The first lie is that the man and woman will not die. The second is more insidious: telling them that they “will be like gods” implies both that they are not already like God and that God is holding back on them. Tragically, the first man and woman failed to believe that God created them in his image and likeness. The fact that they could eat anything from the garden with the sole exception of the fruit from the tree of the knowledge of good and evil shows that he was giving them everything that is good.
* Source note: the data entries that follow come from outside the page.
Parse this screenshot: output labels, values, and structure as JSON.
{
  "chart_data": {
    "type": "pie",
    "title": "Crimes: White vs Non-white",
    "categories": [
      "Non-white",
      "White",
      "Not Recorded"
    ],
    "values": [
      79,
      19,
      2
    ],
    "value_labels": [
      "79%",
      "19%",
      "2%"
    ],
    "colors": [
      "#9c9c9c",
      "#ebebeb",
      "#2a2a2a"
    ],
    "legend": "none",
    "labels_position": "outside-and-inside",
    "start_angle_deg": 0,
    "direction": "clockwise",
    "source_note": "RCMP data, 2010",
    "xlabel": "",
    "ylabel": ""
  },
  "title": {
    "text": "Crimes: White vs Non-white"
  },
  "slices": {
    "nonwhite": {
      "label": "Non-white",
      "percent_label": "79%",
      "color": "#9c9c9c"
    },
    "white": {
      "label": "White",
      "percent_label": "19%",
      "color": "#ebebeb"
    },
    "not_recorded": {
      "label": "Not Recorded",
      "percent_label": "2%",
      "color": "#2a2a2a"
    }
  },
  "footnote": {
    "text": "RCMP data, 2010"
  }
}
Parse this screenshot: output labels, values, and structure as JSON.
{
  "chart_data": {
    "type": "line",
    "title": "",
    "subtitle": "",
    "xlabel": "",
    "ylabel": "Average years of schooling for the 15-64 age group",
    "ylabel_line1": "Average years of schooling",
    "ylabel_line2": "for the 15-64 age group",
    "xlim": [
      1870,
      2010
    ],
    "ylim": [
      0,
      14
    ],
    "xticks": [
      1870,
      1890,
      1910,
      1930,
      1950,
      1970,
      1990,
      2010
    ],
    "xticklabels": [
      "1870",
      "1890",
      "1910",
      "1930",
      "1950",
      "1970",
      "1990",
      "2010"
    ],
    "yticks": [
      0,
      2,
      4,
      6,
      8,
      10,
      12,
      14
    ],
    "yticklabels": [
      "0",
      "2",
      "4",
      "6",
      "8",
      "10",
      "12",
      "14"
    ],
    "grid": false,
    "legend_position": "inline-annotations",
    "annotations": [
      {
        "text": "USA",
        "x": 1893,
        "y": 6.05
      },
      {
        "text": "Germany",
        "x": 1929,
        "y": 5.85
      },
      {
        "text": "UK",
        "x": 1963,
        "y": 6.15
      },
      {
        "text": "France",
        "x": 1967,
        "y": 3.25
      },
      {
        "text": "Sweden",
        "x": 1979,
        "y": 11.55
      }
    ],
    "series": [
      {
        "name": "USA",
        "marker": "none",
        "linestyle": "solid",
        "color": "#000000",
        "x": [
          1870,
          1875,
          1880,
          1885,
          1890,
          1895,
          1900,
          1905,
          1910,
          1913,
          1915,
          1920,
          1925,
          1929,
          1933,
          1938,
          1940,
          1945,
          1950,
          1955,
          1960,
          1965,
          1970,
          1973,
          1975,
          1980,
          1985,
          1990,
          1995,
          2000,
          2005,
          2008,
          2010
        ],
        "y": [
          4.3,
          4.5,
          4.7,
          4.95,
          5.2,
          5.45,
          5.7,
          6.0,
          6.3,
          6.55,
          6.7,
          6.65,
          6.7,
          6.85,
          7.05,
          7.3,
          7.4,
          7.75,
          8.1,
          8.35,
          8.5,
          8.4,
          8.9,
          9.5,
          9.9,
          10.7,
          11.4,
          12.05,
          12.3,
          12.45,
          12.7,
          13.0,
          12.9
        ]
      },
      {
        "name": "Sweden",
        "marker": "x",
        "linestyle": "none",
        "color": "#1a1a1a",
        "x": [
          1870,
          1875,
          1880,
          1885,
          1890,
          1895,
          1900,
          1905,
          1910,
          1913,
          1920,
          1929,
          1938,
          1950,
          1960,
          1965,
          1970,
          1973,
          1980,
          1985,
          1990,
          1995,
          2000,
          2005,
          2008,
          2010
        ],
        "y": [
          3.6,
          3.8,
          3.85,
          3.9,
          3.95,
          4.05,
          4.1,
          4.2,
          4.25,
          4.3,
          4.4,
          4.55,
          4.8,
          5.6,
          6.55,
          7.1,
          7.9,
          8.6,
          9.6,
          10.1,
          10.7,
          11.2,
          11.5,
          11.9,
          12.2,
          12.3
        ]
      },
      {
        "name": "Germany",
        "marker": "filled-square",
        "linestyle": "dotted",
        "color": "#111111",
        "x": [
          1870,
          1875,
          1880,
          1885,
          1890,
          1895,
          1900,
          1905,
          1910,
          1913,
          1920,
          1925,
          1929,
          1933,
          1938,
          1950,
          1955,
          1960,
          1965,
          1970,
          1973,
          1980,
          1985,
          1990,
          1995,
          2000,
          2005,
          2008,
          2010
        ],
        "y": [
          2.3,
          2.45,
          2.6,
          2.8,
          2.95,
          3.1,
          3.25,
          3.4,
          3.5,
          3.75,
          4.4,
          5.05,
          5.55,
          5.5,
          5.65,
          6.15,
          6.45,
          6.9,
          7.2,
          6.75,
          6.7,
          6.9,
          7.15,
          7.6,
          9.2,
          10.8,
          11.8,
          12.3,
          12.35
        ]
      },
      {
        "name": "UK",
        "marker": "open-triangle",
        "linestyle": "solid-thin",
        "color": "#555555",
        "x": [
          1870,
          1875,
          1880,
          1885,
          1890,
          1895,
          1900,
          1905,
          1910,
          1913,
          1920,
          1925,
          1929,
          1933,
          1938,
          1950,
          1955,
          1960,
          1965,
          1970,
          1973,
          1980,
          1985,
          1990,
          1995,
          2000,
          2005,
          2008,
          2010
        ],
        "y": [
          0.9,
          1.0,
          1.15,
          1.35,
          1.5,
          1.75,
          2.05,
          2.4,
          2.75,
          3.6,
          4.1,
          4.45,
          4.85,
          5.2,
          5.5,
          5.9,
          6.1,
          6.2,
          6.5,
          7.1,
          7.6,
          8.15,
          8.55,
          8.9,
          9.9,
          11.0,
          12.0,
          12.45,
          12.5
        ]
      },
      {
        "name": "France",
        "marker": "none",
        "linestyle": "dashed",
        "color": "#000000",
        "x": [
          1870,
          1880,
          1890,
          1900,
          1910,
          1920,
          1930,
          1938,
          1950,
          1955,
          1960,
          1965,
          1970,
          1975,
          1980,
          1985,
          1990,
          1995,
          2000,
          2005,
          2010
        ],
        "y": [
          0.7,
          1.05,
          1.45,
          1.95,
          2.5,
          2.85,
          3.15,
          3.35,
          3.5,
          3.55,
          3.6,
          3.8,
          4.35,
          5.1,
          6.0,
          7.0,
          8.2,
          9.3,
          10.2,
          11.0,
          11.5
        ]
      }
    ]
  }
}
There is great speculation as the why God prohibited them from eating from the tree of the knowledge of good and evil; after all, doesn’t God want humanity to know the truth? The question lies in what type of knowledge the tree represented in the story. The first man and woman know, in general, what is right and wrong. In contrast, the tree, in part, represents experiential knowledge of good and evil. For example, the next chapter of Genesis (chapter four) speaks of how “Adam knew his wife Eve;” that is how Cain and Abel were born (Gen 4:1). When the first man and woman sought knowledge of good and evil, they were rejecting God, seeking to be their own “gods” very much in the pagan sense. This was the original sin. While they did not drop dead on the spot, it is through original sin that death entered the world. The disorder of physical evil now affected humanity.
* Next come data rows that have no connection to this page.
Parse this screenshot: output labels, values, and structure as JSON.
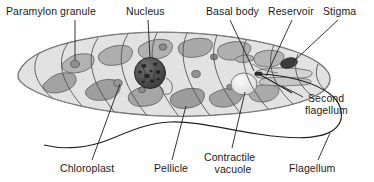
{
  "diagram": {
    "style": {
      "background": "#ffffff",
      "ink": "#1a1a1a",
      "body_fill": "#dedede",
      "body_edge": "#6d6d6d",
      "chloroplast_fill": "#a9a9a9",
      "chloroplast_edge": "#5f5f5f",
      "nucleus_fill": "#4f4f4f",
      "nucleus_edge": "#2b2b2b",
      "granule_fill": "#9a9a9a",
      "stigma_fill": "#3d3d3d",
      "vacuole_fill": "#ededed",
      "reservoir_fill": "#cfcfcf",
      "pellicle_line": "#545454",
      "leader_line": "#1f1f1f"
    },
    "labels": [
      {
        "id": "paramylon-granule",
        "text": "Paramylon granule",
        "lines": [
          "Paramylon granule"
        ],
        "x": 6,
        "y": 6,
        "align": "left"
      },
      {
        "id": "nucleus",
        "text": "Nucleus",
        "lines": [
          "Nucleus"
        ],
        "x": 126,
        "y": 6,
        "align": "left"
      },
      {
        "id": "basal-body",
        "text": "Basal body",
        "lines": [
          "Basal body"
        ],
        "x": 206,
        "y": 6,
        "align": "left"
      },
      {
        "id": "reservoir",
        "text": "Reservoir",
        "lines": [
          "Reservoir"
        ],
        "x": 268,
        "y": 6,
        "align": "left"
      },
      {
        "id": "stigma",
        "text": "Stigma",
        "lines": [
          "Stigma"
        ],
        "x": 323,
        "y": 6,
        "align": "left"
      },
      {
        "id": "second-flagellum",
        "text": "Second flagellum",
        "lines": [
          "Second",
          "flagellum"
        ],
        "x": 305,
        "y": 93,
        "align": "left"
      },
      {
        "id": "chloroplast",
        "text": "Chloroplast",
        "lines": [
          "Chloroplast"
        ],
        "x": 60,
        "y": 163,
        "align": "left"
      },
      {
        "id": "pellicle",
        "text": "Pellicle",
        "lines": [
          "Pellicle"
        ],
        "x": 154,
        "y": 163,
        "align": "left"
      },
      {
        "id": "contractile-vacuole",
        "text": "Contractile vacuole",
        "lines": [
          "Contractile",
          "vacuole"
        ],
        "x": 204,
        "y": 152,
        "align": "left"
      },
      {
        "id": "flagellum",
        "text": "Flagellum",
        "lines": [
          "Flagellum"
        ],
        "x": 289,
        "y": 163,
        "align": "left"
      }
    ],
    "structures": [
      {
        "id": "cell-body",
        "name": "euglena-cell-body"
      },
      {
        "id": "pellicle-striations",
        "name": "pellicle-striations",
        "count": 11
      },
      {
        "id": "chloroplasts",
        "name": "chloroplast-group",
        "count": 12
      },
      {
        "id": "nucleus-organelle",
        "name": "nucleus-organelle"
      },
      {
        "id": "paramylon-granules",
        "name": "paramylon-granule-group",
        "count": 7
      },
      {
        "id": "stigma-organelle",
        "name": "stigma-eyespot"
      },
      {
        "id": "reservoir-organelle",
        "name": "reservoir-cavity"
      },
      {
        "id": "contractile-vacuole-organelle",
        "name": "contractile-vacuole"
      },
      {
        "id": "basal-body-organelle",
        "name": "basal-body"
      },
      {
        "id": "flagellum-long",
        "name": "long-flagellum"
      },
      {
        "id": "flagellum-short",
        "name": "second-flagellum-stub"
      }
    ]
  }
}
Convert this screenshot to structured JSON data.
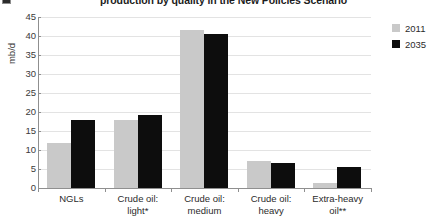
{
  "figure": {
    "marker_icon": "figure-number-marker",
    "title": "production by quality in the New Policies Scenario"
  },
  "chart_data": {
    "type": "bar",
    "title": "production by quality in the New Policies Scenario",
    "xlabel": "",
    "ylabel": "mb/d",
    "ylim": [
      0,
      45
    ],
    "yticks": [
      0,
      5,
      10,
      15,
      20,
      25,
      30,
      35,
      40,
      45
    ],
    "grid": true,
    "legend_position": "right",
    "categories": [
      "NGLs",
      "Crude oil:\nlight*",
      "Crude oil:\nmedium",
      "Crude oil:\nheavy",
      "Extra-heavy\noil**"
    ],
    "series": [
      {
        "name": "2011",
        "color": "#c9c9c9",
        "values": [
          11.8,
          18.0,
          41.5,
          7.2,
          1.4
        ]
      },
      {
        "name": "2035",
        "color": "#0d0d0d",
        "values": [
          17.9,
          19.3,
          40.5,
          6.7,
          5.4
        ]
      }
    ]
  },
  "legend": {
    "items": [
      {
        "label": "2011",
        "color": "#c9c9c9"
      },
      {
        "label": "2035",
        "color": "#0d0d0d"
      }
    ]
  },
  "axes": {
    "ylabel": "mb/d",
    "ytick_labels": [
      "45",
      "40",
      "35",
      "30",
      "25",
      "20",
      "15",
      "10",
      "5",
      "0"
    ],
    "xtick_labels": [
      [
        "NGLs"
      ],
      [
        "Crude oil:",
        "light*"
      ],
      [
        "Crude oil:",
        "medium"
      ],
      [
        "Crude oil:",
        "heavy"
      ],
      [
        "Extra-heavy",
        "oil**"
      ]
    ]
  }
}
The results of Original Sin can be seen immediately in the story: “Then the eyes of both of them were opened, and they knew that they were naked; so they sewed fig leaves together and made loincloths for themselves” (Gen 3:7). They were not physically blind before eating of the fruit; they had seen each other naked. However, it is how each of them beheld the other that changed. They no longer saw each other as persons, the image and likeness of God; they started to see each other as an object of lust. Original sin marks the loss of the supernatural gifts of God: Original Justice and Holiness. They lost the grace of God’s friendship and the right ordering of their passions. With Original Sin came concupiscence, the inclination to sin (see the Catechism of the Catholic Church, #2515). With Original Sin, man’s intellect became clouded and his will was weakened.
They no longer
saw each other
as persons,
the image and likeness of God;
they started to see each other as an object
It is the stain of original sin and all its effects that now permeate the rest of the biblical narrative. For example, the same chapter of Genesis (four) that describes Cain and Abel’s birth describes Cain’s murder of Abel. What the story shows is that through human generations, original sin is passed on to the descendants of the first man and woman.
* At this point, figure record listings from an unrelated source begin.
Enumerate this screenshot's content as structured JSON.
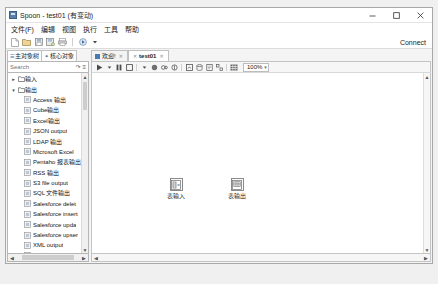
{
  "window": {
    "title": "Spoon - test01 (有变动)",
    "icon": "app-icon",
    "minimize": "─",
    "maximize": "□",
    "close": "✕"
  },
  "menubar": {
    "items": [
      {
        "label": "文件(F)"
      },
      {
        "label": "编辑"
      },
      {
        "label": "视图"
      },
      {
        "label": "执行"
      },
      {
        "label": "工具"
      },
      {
        "label": "帮助"
      }
    ]
  },
  "toolbar": {
    "connect_label": "Connect",
    "buttons": [
      {
        "name": "new-file-icon"
      },
      {
        "name": "open-file-icon"
      },
      {
        "name": "save-icon"
      },
      {
        "name": "save-as-icon"
      },
      {
        "name": "print-icon"
      },
      {
        "name": "run-icon"
      },
      {
        "name": "dropdown-icon"
      }
    ]
  },
  "sidebar": {
    "tabs": [
      {
        "label": "主对象树",
        "icon": "tree-icon"
      },
      {
        "label": "核心对象",
        "icon": "star-icon"
      }
    ],
    "search": {
      "value": "",
      "placeholder": "Search"
    },
    "search_tools": [
      {
        "name": "expand-all-icon"
      },
      {
        "name": "collapse-all-icon"
      }
    ],
    "tree": [
      {
        "label": "输入",
        "type": "folder",
        "expanded": false,
        "twist": "▸"
      },
      {
        "label": "输出",
        "type": "folder",
        "expanded": true,
        "twist": "▾"
      },
      {
        "label": "Access 输出",
        "type": "leaf"
      },
      {
        "label": "Cube输出",
        "type": "leaf"
      },
      {
        "label": "Excel输出",
        "type": "leaf"
      },
      {
        "label": "JSON output",
        "type": "leaf"
      },
      {
        "label": "LDAP 输出",
        "type": "leaf"
      },
      {
        "label": "Microsoft Excel",
        "type": "leaf"
      },
      {
        "label": "Pentaho 报表输出",
        "type": "leaf"
      },
      {
        "label": "RSS 输出",
        "type": "leaf"
      },
      {
        "label": "S3 file output",
        "type": "leaf"
      },
      {
        "label": "SQL 文件输出",
        "type": "leaf"
      },
      {
        "label": "Salesforce delet",
        "type": "leaf"
      },
      {
        "label": "Salesforce insert",
        "type": "leaf"
      },
      {
        "label": "Salesforce upda",
        "type": "leaf"
      },
      {
        "label": "Salesforce upser",
        "type": "leaf"
      },
      {
        "label": "XML output",
        "type": "leaf"
      },
      {
        "label": "删除",
        "type": "leaf"
      },
      {
        "label": "插入 / 更新",
        "type": "leaf"
      },
      {
        "label": "数据同步",
        "type": "leaf"
      },
      {
        "label": "文本文件输出",
        "type": "leaf"
      },
      {
        "label": "更新",
        "type": "leaf"
      },
      {
        "label": "自动文档输出",
        "type": "leaf"
      },
      {
        "label": "表输出",
        "type": "leaf",
        "selected": true
      }
    ]
  },
  "main": {
    "tabs": [
      {
        "label": "欢迎!",
        "active": false,
        "closable": true
      },
      {
        "label": "test01",
        "active": true,
        "closable": true
      }
    ],
    "canvas_toolbar": {
      "zoom": "100%",
      "zoom_caret": "▾",
      "buttons": [
        {
          "name": "run-transformation-icon"
        },
        {
          "name": "run-options-icon"
        },
        {
          "name": "pause-icon"
        },
        {
          "name": "stop-icon"
        },
        {
          "name": "preview-icon"
        },
        {
          "name": "debug-icon"
        },
        {
          "name": "replay-icon"
        },
        {
          "name": "verify-icon"
        },
        {
          "name": "analyze-icon"
        },
        {
          "name": "sql-icon"
        },
        {
          "name": "show-log-icon"
        },
        {
          "name": "arrange-icon"
        },
        {
          "name": "grid-icon"
        }
      ]
    },
    "canvas": {
      "nodes": [
        {
          "label": "表输入",
          "icon": "table-input-icon",
          "x": 175,
          "y": 175
        },
        {
          "label": "表输出",
          "icon": "table-output-icon",
          "x": 236,
          "y": 175
        }
      ]
    }
  }
}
The story in chapter three does continue unusually, in comparison with the way pagan gods were portrayed in ancient societies: God doesn’t destroy the first man and woman for such an affront. While modern readers may think his reactions are harsh, in reality, they are merciful. He starts by arranging for proper loin clothes made of leather instead of the ones they had created out of leaves (Gen 3:21). He then banishes them from the garden. Here the punishment is also merciful because if were they to eat from the Tree of Life, they would live forever in the state of Original Sin. (Yes, up until the first sin, they were permitted to eat from that tree!) God would now have to do something far more radical to give humanity everlasting life…
What This Means For Us
While at first glance the story of Genesis may seem utterly bleak, it is extraordinarily hopeful; it should give us modern-day sinners hope for ourselves. Evil is not God’s punishment on us, but rather the consequences of our sin. Yet, he wants to save us and grant us everlasting life. God holds nothing back from us, that includes his only begotten Son, Jesus Christ.
Footnotes
[1] For example, I think the comic Dilbert is funny because it is so true. If you studied engineering, as this author has, and have worked or work for a large company.